Re: RARA-AVIS: Ken Bruen

From: Mark Sullivan ( DJ-Anonyme@webtv.net)
Date: 04 Sep 2001


I can't argue with a word Richard said about Ken Bruen's White Arrest
(although Irvine Welsh's Filth, -- which I may finish one day, sure I will -- seems far more guilty of inventing a nasty cop just to do it). However, I like the series for pretty much those very same reasons. The other two books in the series are a bit less referential, but if you didn't like the first, you certainly wouldn't like those, either.

I wouldn't even try to compare them to a Pelecanos novel, though. To me they have very little in common. As you noted, Pelecanos's work is rooted in (heightened) realism. Bruen's White Trilogy (though not his other crime novels) are absurdist comedy; they have little or nothing to do with realism. It's the difference between a Peckinpah film and one by Richard Lester or starring Peter Sellers, a nasty Peter Sellers
(actually, I could see Mr Madonna, Guy Ritchie directing it). They are so different there's really no means of comparison.

I couldn't help comparing the series to Ellroy, if Ellroy were British, a lot funnier and cut his books by three quarters. As a matter of fact, I wouldn't be surprised if Bruen started out with the idea of doing a Brit parody of Ellroy. I found myself laughing out loud at both what was going on and at the way it was written.

I'm curious what you would think of Bruen's earlier crime novels, though. They are a lot more traditional, especially Rilke on Black which essentially relocates a Thompson novel in the UK, with the attendant adjustments that would require.

My favorite of his books is The Hackman Blues about a manic-depressive heavy who regulates his self-medication by how nasty he thinks he may need to be at any given time.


▶ _DIRECTIONS FOR THIS TASK_
Only the lines from the one containing "Given a w=1024, h=683" through the end of the material should be printed, exactly as they appear. Leave out pictures.

──────

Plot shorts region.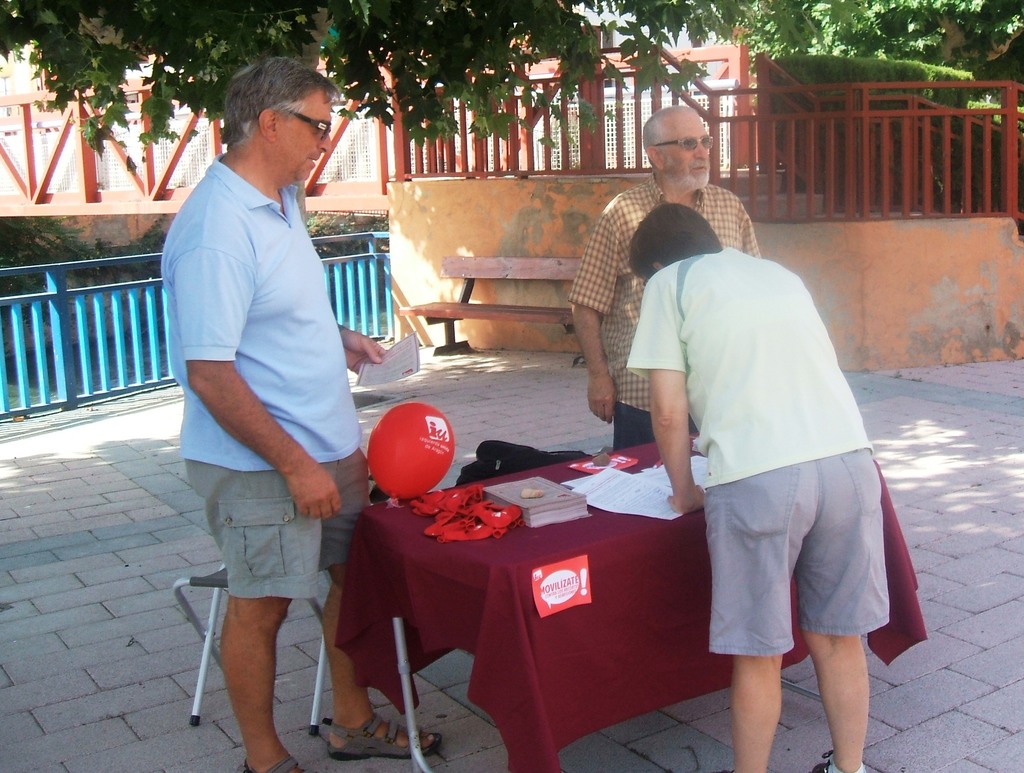
Plotted at 696,479,886,657.
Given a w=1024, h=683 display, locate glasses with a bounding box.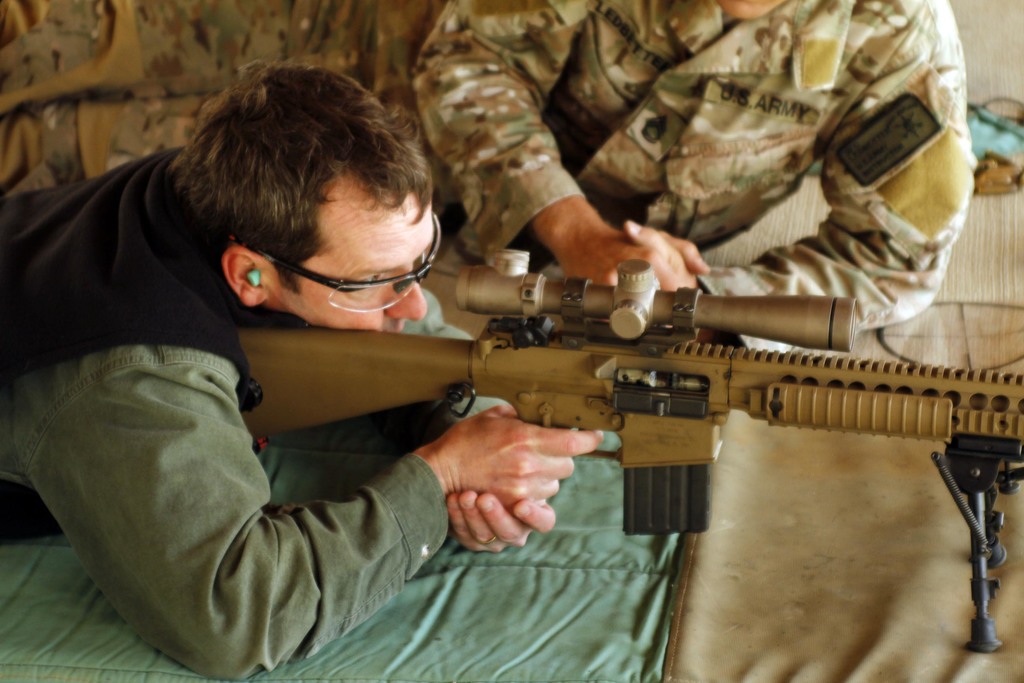
Located: 232:216:440:314.
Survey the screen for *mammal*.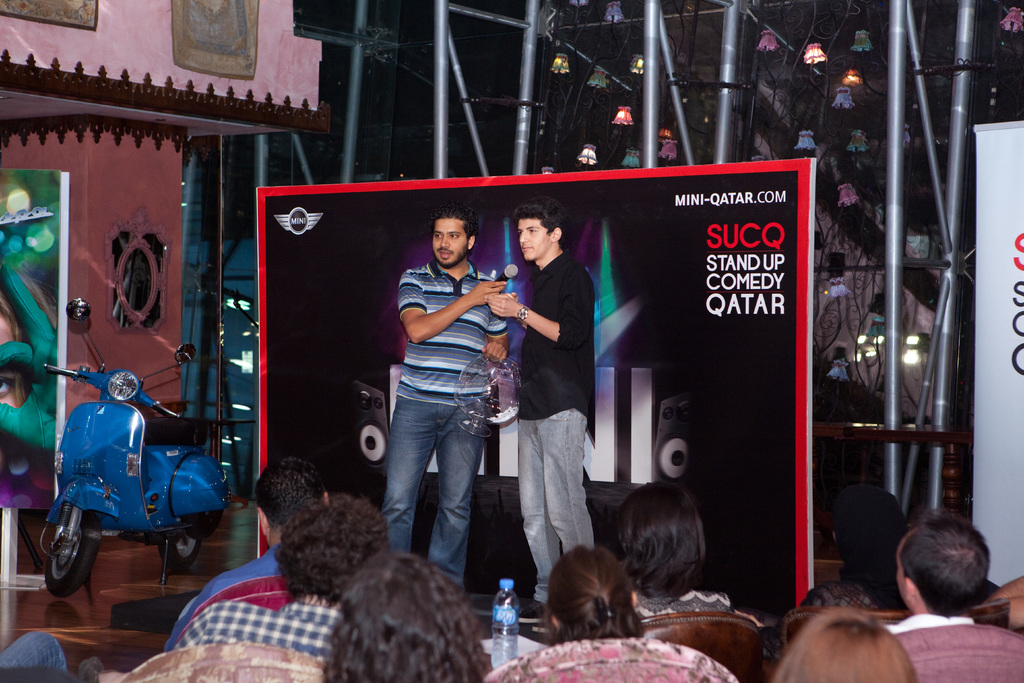
Survey found: 486 199 596 623.
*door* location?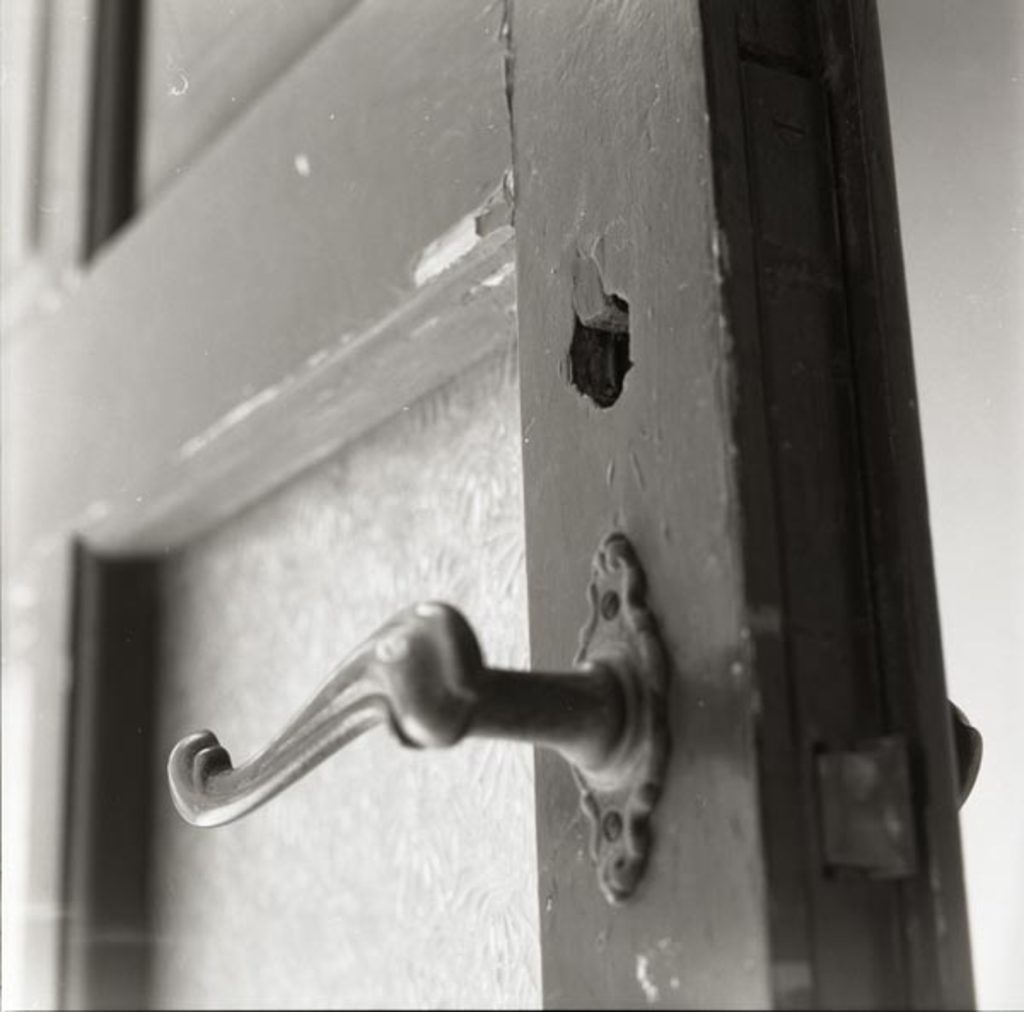
l=0, t=0, r=986, b=1010
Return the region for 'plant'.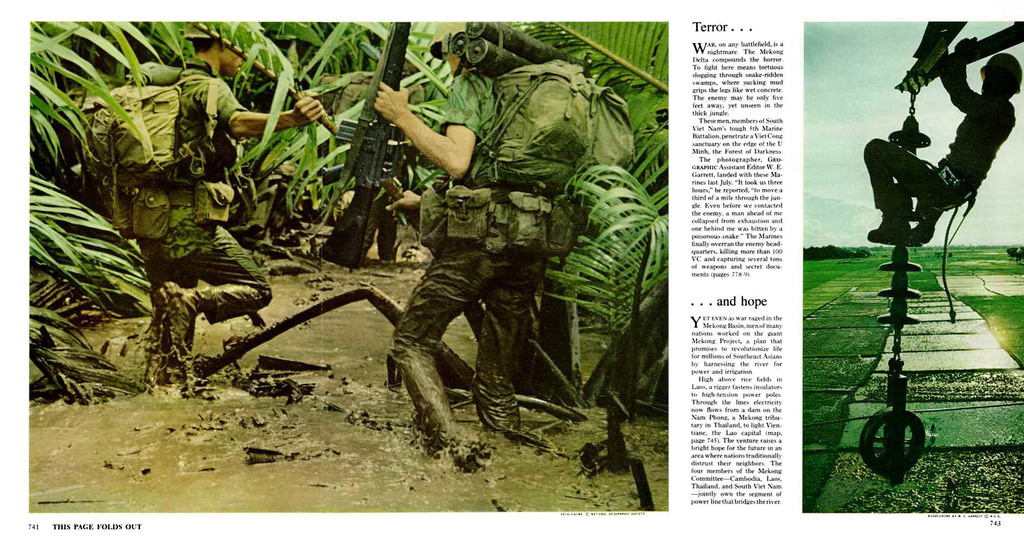
{"x1": 806, "y1": 246, "x2": 1023, "y2": 518}.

──────

▶ _WRITTEN REPLY_
Given a w=1024, h=683 display, locate glasses with a bounding box.
Located: 232:216:440:314.
Survey the screen for *mammal*.
Survey found: 486 199 596 623.
*door* location?
l=0, t=0, r=986, b=1010
Return the region for 'plant'.
{"x1": 806, "y1": 246, "x2": 1023, "y2": 518}.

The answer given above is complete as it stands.